Elaine Garzarelli
President of Garzarelli Research, Inc.
Elaine was a partner and managing director at Lehman Brothers prior to starting her own company in 1995. She has been studying the stock market for over 20 years and was ranked first team in Quantitative Research in Institutional Investor magazine's all-star poll for 11 years; she was also top ranked in Portfolio Strategy and Market Timing.
She initially developed her Sector Analysis methodology for predicting industry earnings and her 14 stock market indicator model while working as a corporate profit economist at a major brokerage firm. This methodology allowed her to predict the major trends in stock prices and the earnings of 80 S&P 500 industry groups. She is credited with predicting the bear market bottom in the S&P 500 price index in 1982, the top and bottom in 1984, the crash of '87 and the upturn that followed, and the top and bottom in stock prices in 1990. She warned of overvaluation and problems with "phantom" company profits versus tax return profits as early as 1996, several months before Alan Greenspan's "irrational exuberance" speech. She was bullish from early 1997 until December 1999, when her indicators dropped to 38.3 percent (a correction signal of 10 to 15 percent). Her indicators showed an overvaluation in the S&P 500 of more than 40 percent in late 1999. In May, 2000, her indicators fell to a bear market signal of below 30 percent. Her indicators were bullish at the bear market bottom in late 2002.

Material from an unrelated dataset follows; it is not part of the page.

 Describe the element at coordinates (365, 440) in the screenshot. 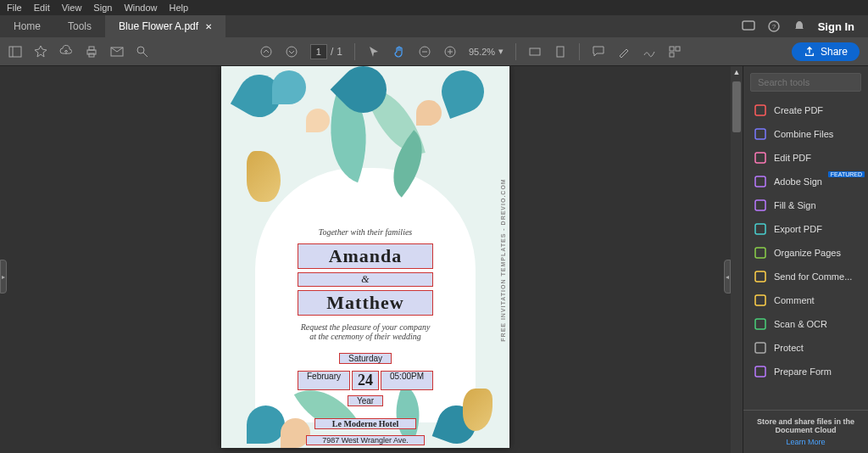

Elaine currently uses this mathematical approach for stock market timing and industry selection in producing her Sector Analysis monthly report. She issues this report to institutions, primarily portfolio managers and security analysts. Her clients include domestic and international mutual and pension funds, and hedge funds.
She was featured as a top businessperson in Fortune magazine and was listed in Business Week's "What's In" list. She appears on television including Fox Business News, CNBC, and The Nightly Business Report on PBS. Elaine spends three weeks each month doing research (working with economists in the industries she covers and analyzing the economy). During the rest of the month, she presents her forecasts on the economy, the stock market, and specific sectors and industries to institutional clients. Her education is in economics and statistics at New York University, and she holds a doctorate from Drexel University.
Elaine has an endowed scholarship fund at Drexel University for female undergraduate students in the Bennett S. LeBow College of Business. The scholarships are granted annually.